Distance on a phylogenetic tree can be used approximately to indicate: The separation of humans from their closest relatives, the non-human African apes (chimpanzees and gorillas), has been studied extensively for more than a century.
The gorilla was, in ID terms, closer to human than to chimpanzees; however, the difference was so slight that the trichotomy could not be resolved with certainty.
Later studies based on molecular genetics were able to resolve the trichotomy: chimpanzees are phylogenetically closer to humans than to gorillas.
Usually the molecular clock is calibrated assuming that the orangutan split from the African apes (including humans) 12-16 MYA.
If true that means that the human lineage would have experienced an immense decrease of its effective population size (and thus genetic diversity) in its evolution.
(see Toba catastrophe theory) Another study (Chen & Li, 2001) sequenced 53 non-repetitive, intergenic DNA segments from human, chimpanzee, gorilla and orangutan.
Therefore, if the internodal time span is known, the ancestral effective population size of the common ancestor of humans and chimpanzees can be calculated.
The internodal time span is useful to estimate the ancestral effective population size of the common ancestor of humans and chimpanzees.
This value is not as high as that from the first study (Takahata), but still much higher than present day effective population size of humans.
A third study (Yang, 2002) used the same dataset that Chen and Li used but estimated the ancestral effective population of 'only' ~12,000 to 21,000, using a different statistical method.
Based on the assumption of a constant molecular clock, the study predicts the gene loss occurred relatively recently in human evolution—less than 240 000 years ago, but both the Vindija Neandertal and the high-coverage Denisovan sequence contain the same premature stop codons as modern humans and hence dating should be greater than 750 000 years ago.
[20] Stedman et al. (2004) stated that the loss of the sarcomeric myosin gene MYH16 in the human lineage led to smaller masticatory muscles.
They estimated that the mutation that led to the inactivation (a two base pair deletion) occurred 2.4 million years ago, predating the appearance of Homo ergaster/erectus in Africa.
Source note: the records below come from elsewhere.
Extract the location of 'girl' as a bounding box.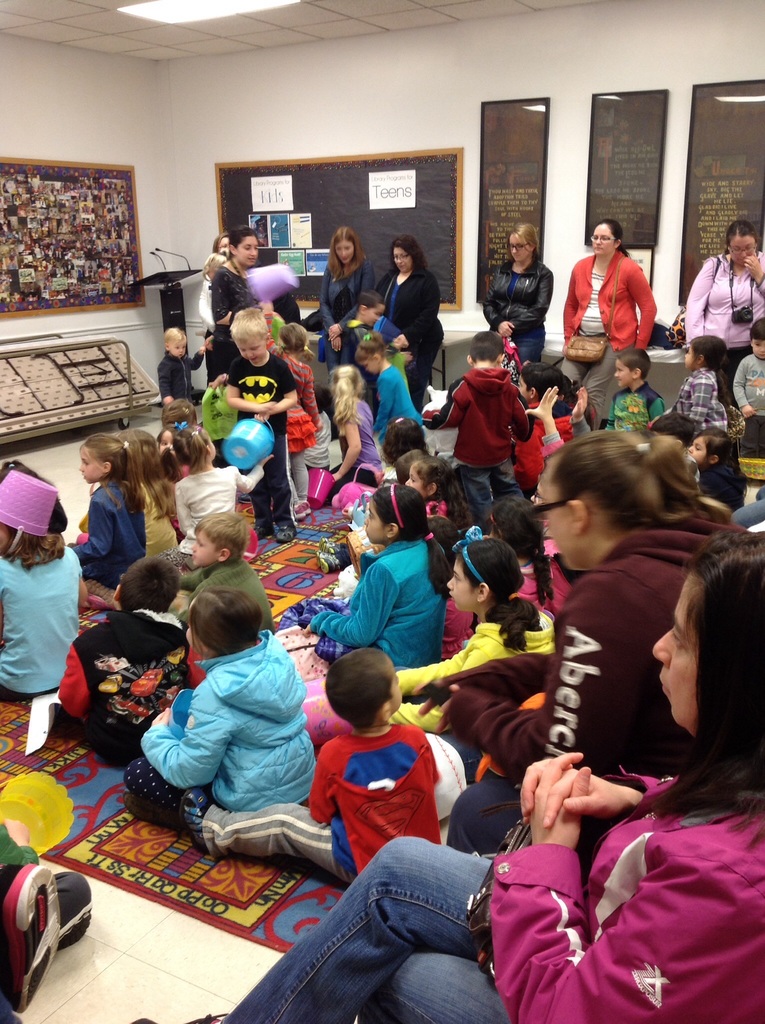
bbox=(378, 233, 443, 406).
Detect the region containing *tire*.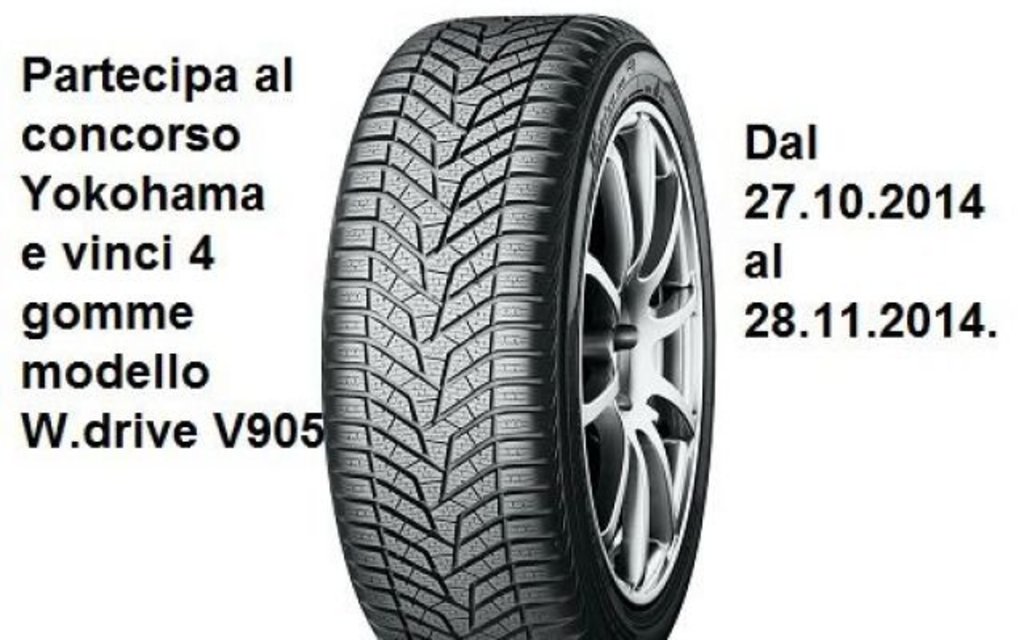
bbox=(322, 16, 717, 637).
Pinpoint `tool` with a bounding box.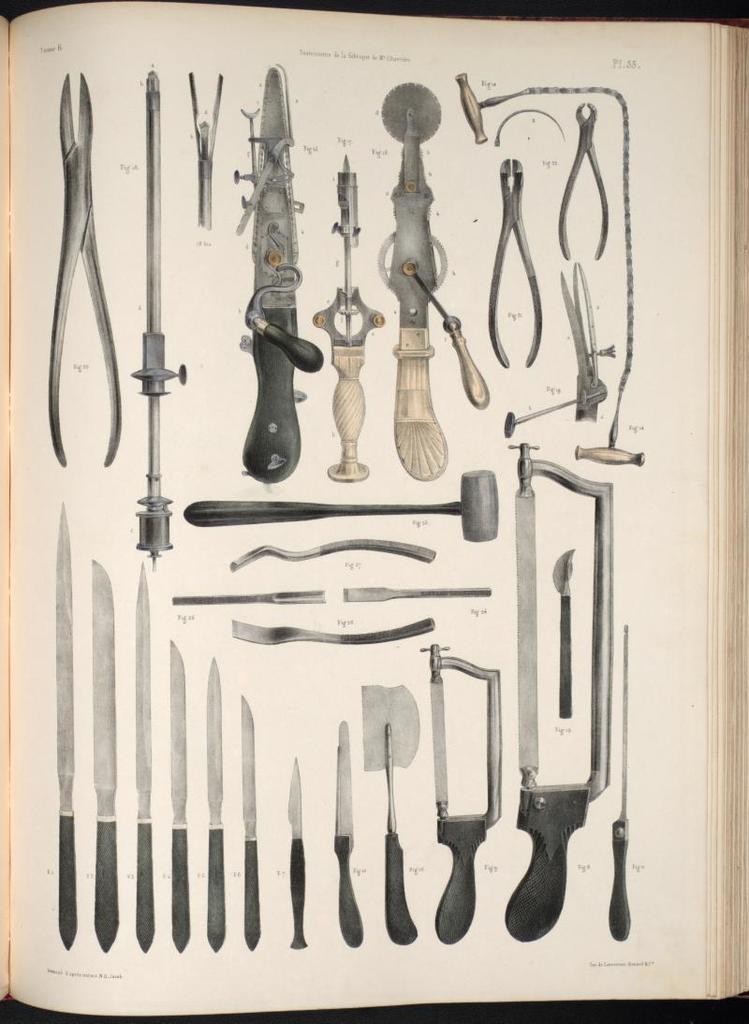
pyautogui.locateOnScreen(344, 588, 492, 599).
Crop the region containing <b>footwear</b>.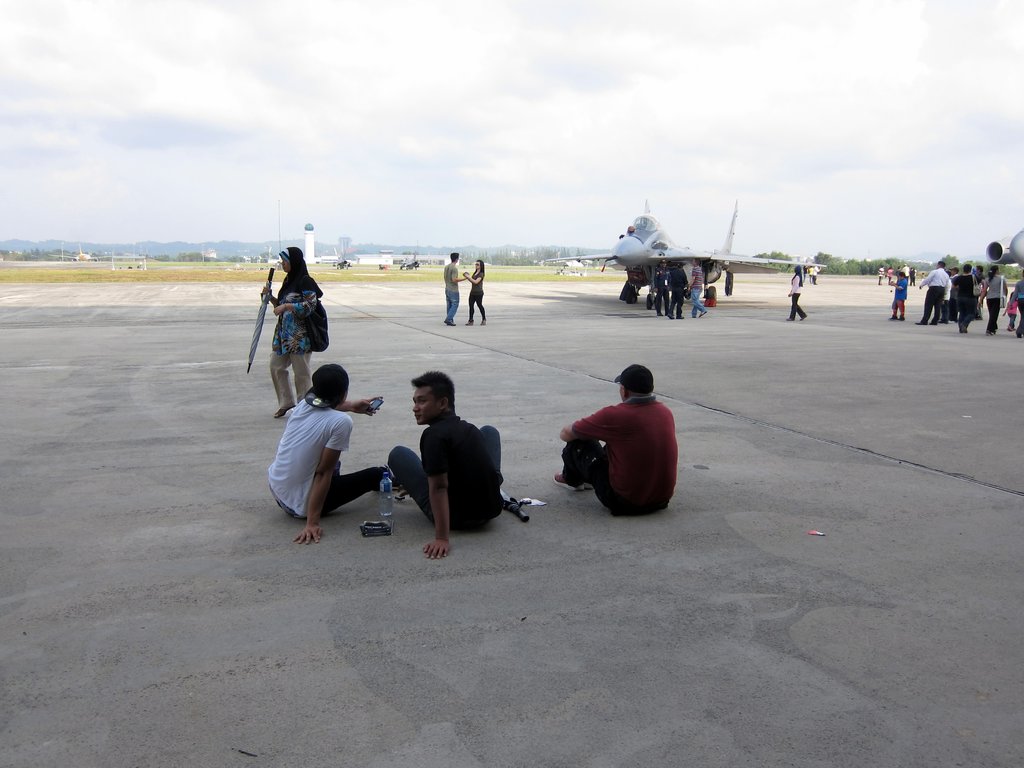
Crop region: [x1=888, y1=311, x2=902, y2=323].
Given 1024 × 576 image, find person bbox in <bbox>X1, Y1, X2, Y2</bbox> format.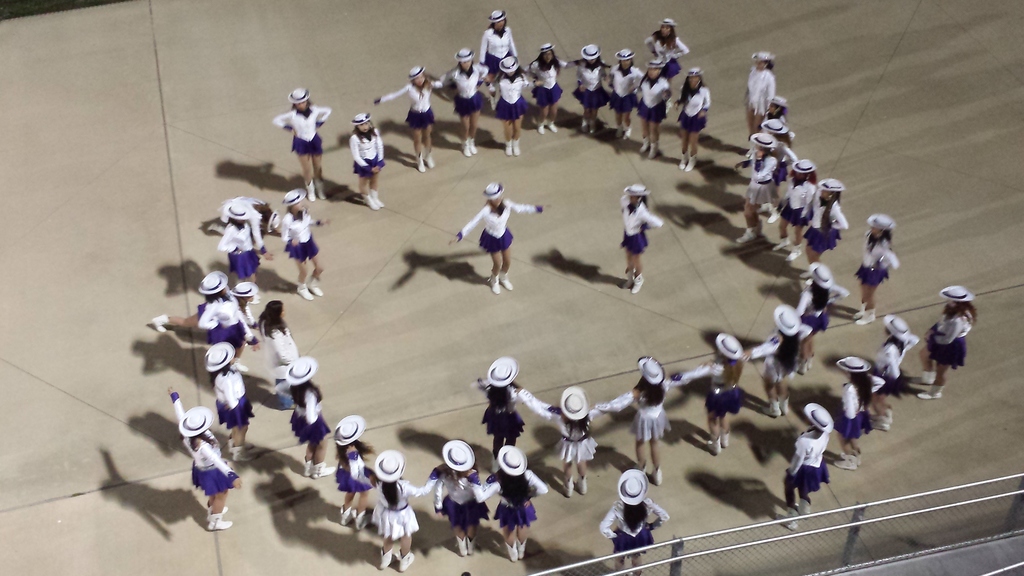
<bbox>149, 282, 264, 329</bbox>.
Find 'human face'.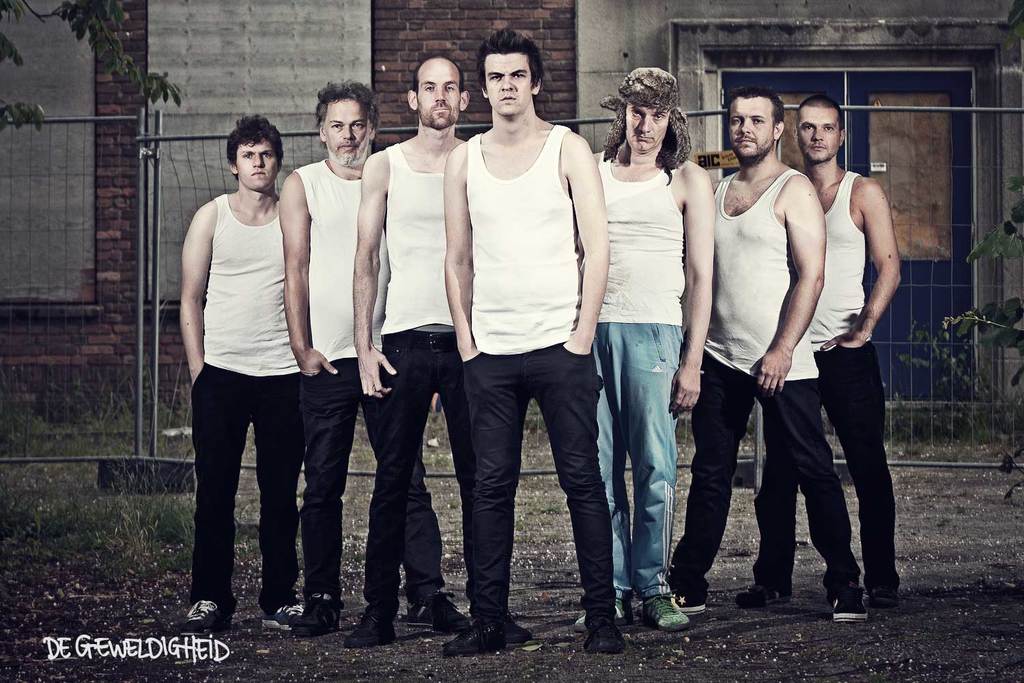
BBox(627, 99, 674, 156).
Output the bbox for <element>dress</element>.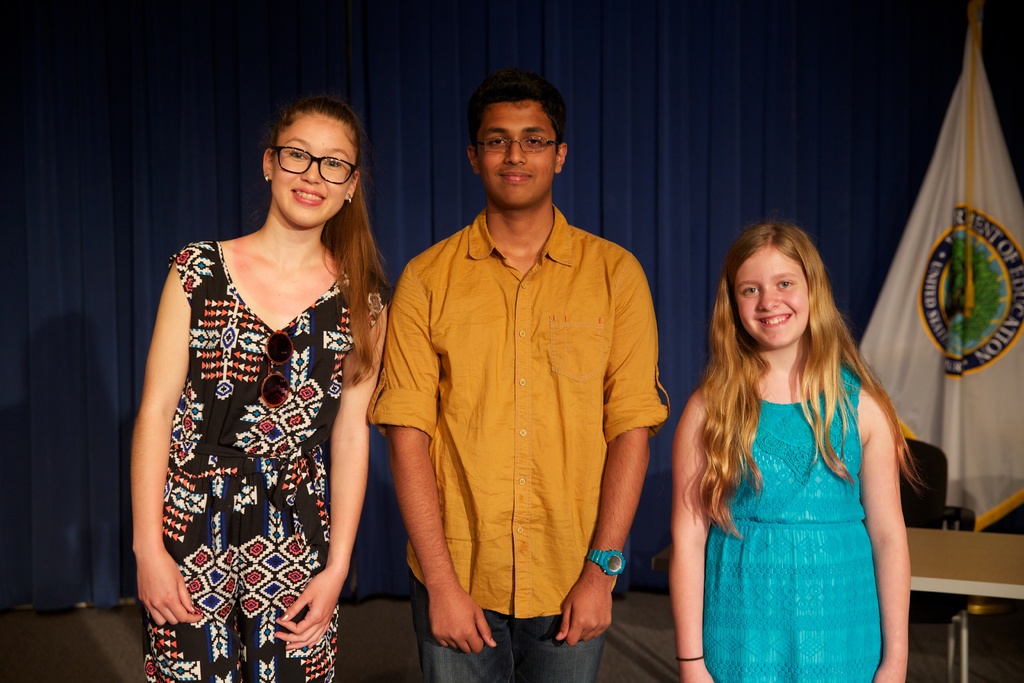
(705, 362, 886, 682).
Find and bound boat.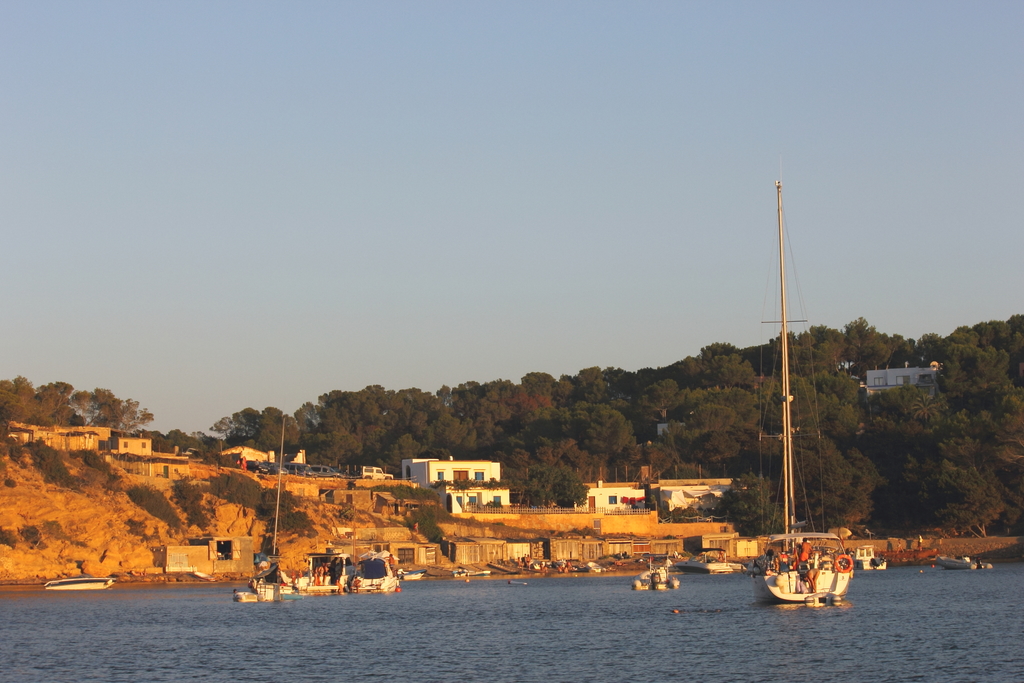
Bound: [347, 551, 401, 596].
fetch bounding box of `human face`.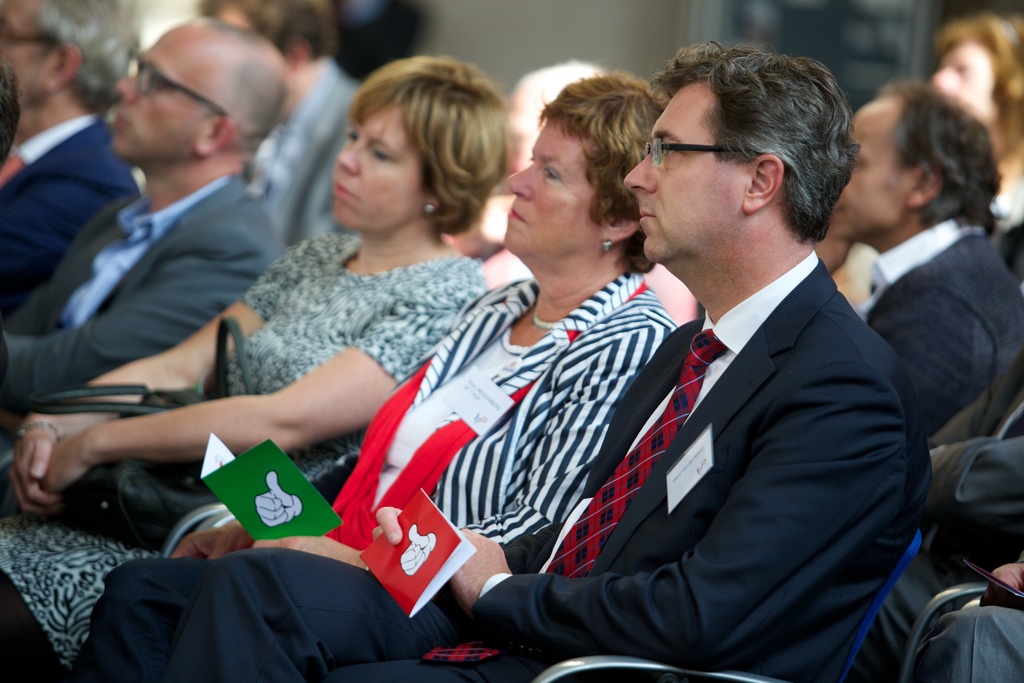
Bbox: BBox(625, 87, 748, 264).
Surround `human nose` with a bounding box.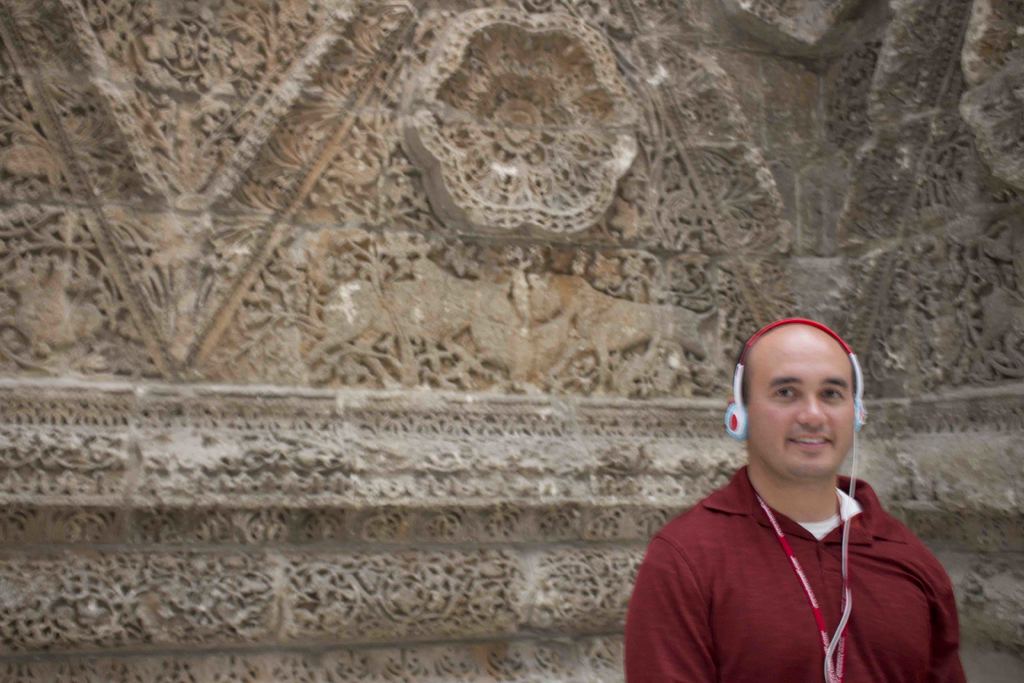
locate(796, 399, 834, 425).
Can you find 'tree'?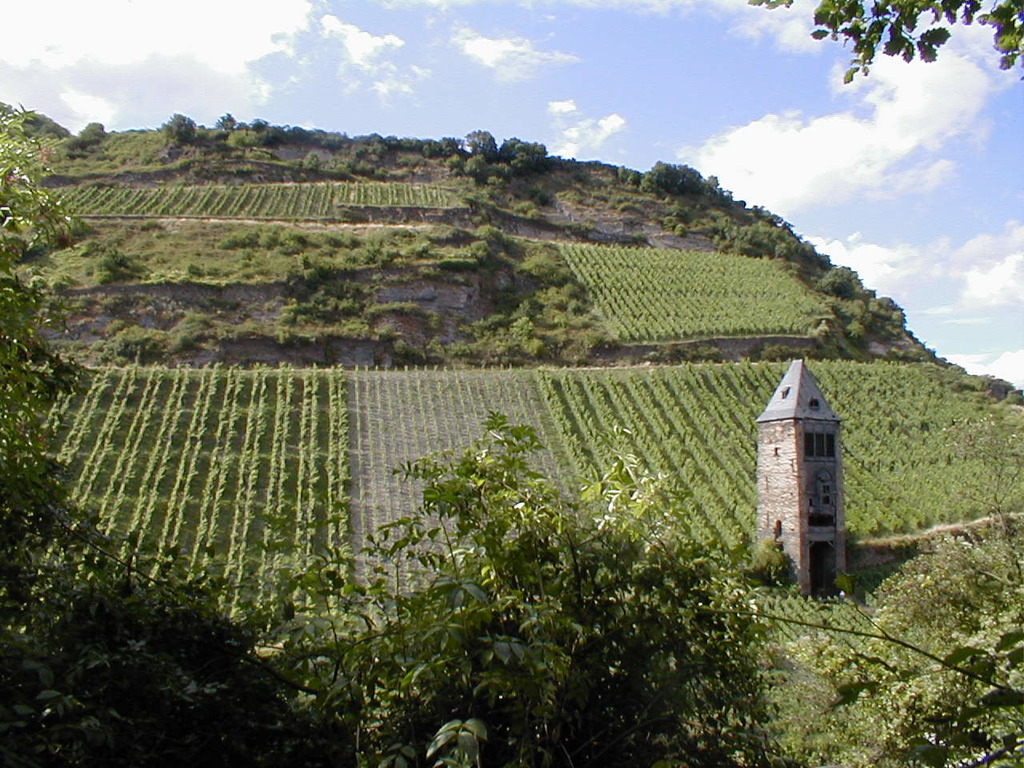
Yes, bounding box: 0:102:348:767.
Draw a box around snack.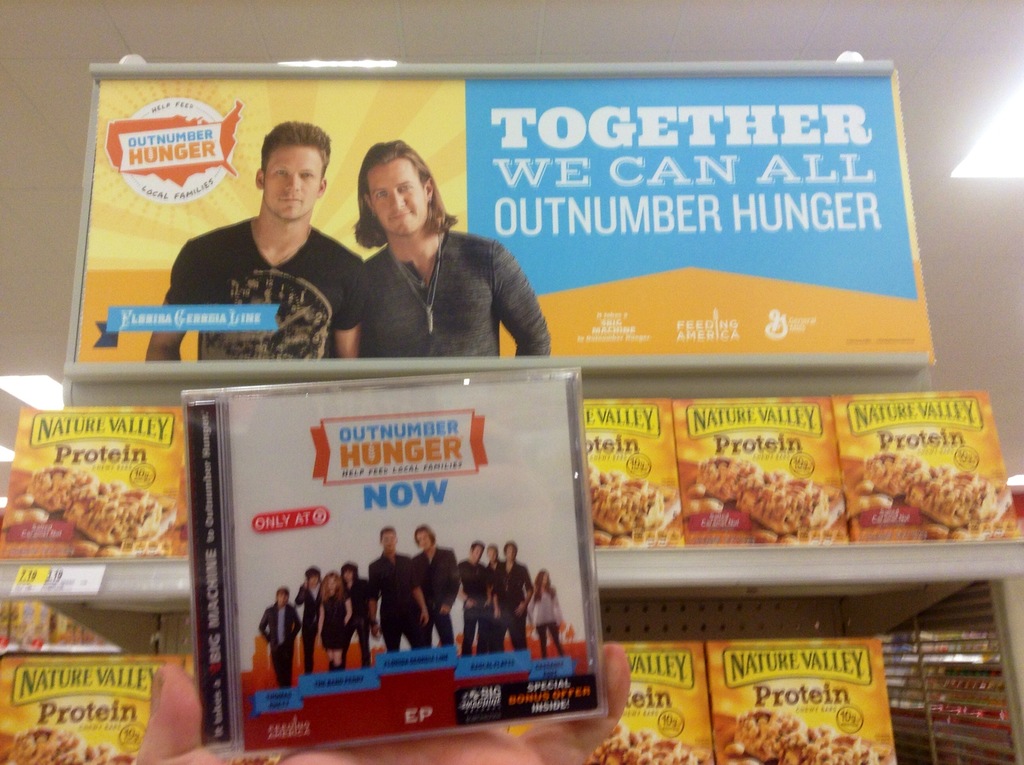
(x1=59, y1=484, x2=177, y2=543).
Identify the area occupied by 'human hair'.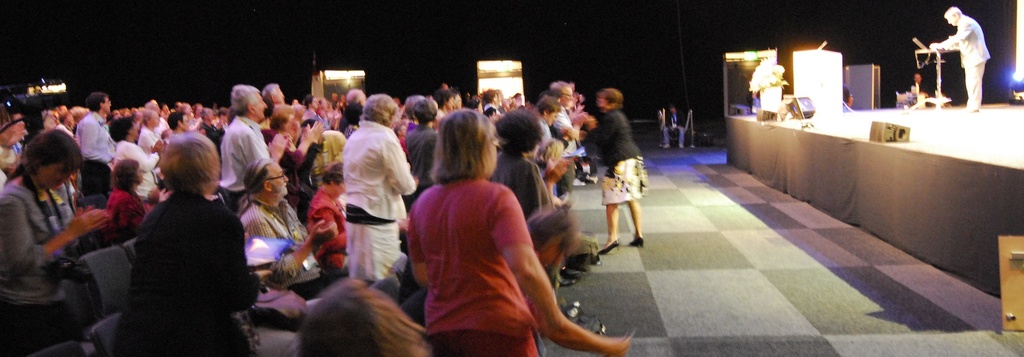
Area: (left=113, top=157, right=141, bottom=198).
The period that followed was marked by a strong increase in cranial capacity, promoting speculation that the loss of the gene may have removed an evolutionary constraint on brain size in the genus Homo.
[22] Segmental duplications (SDs or LCRs) have had roles in creating new primate genes and shaping human genetic variation.
These regions show signs of being subject to natural selection, leading to the evolution of distinctly human traits.
Analyses of conserved non-coding sequences, which often contain functional and thus positively selected regulatory regions, address this possibility.
Of this, 1.06% or less was thought to represent fixed differences between the species, with the rest being variant sites in humans or chimpanzees.
The sequence divergence has generally the following pattern: Human-Chimp < Human-Gorilla << Human-Orangutan, highlighting the close kinship between humans and the African apes.
Alu elements diverge quickly due to their high frequency of CpG dinucleotides which mutate roughly 10 times more often than the average nucleotide in the genome.
[16] The measures of sequence divergence shown in the table only take the substitutional differences, for example from an A (adenine) to a G (guanine), into account.
Neanderthals and most modern humans share a lactose-intolerant variant of the lactase gene that encodes an enzyme that is unable to break down lactose in milk after weaning.
[30][31] With their rapid expansion throughout different climate zones, and especially with the availability of new food sources with the domestication of cattle and the development of agriculture, human populations have been exposed to significant selective pressures since their dispersal.
For example, the ancestors of East Asians are thought to have undergone processess of selection for a number of alleles, including variants of the EDAR, ADH1B, ABCC1, and ALDH2 genes.
[32] Several phenotypical traits of characteristic of East Asians are due to a single mutation of the EDAR gene, dated to c. 35,000 years ago.
[40][41] In May 2023, scientists reported, based on genetic studies, a more complicated pathway of human evolution than previously understood.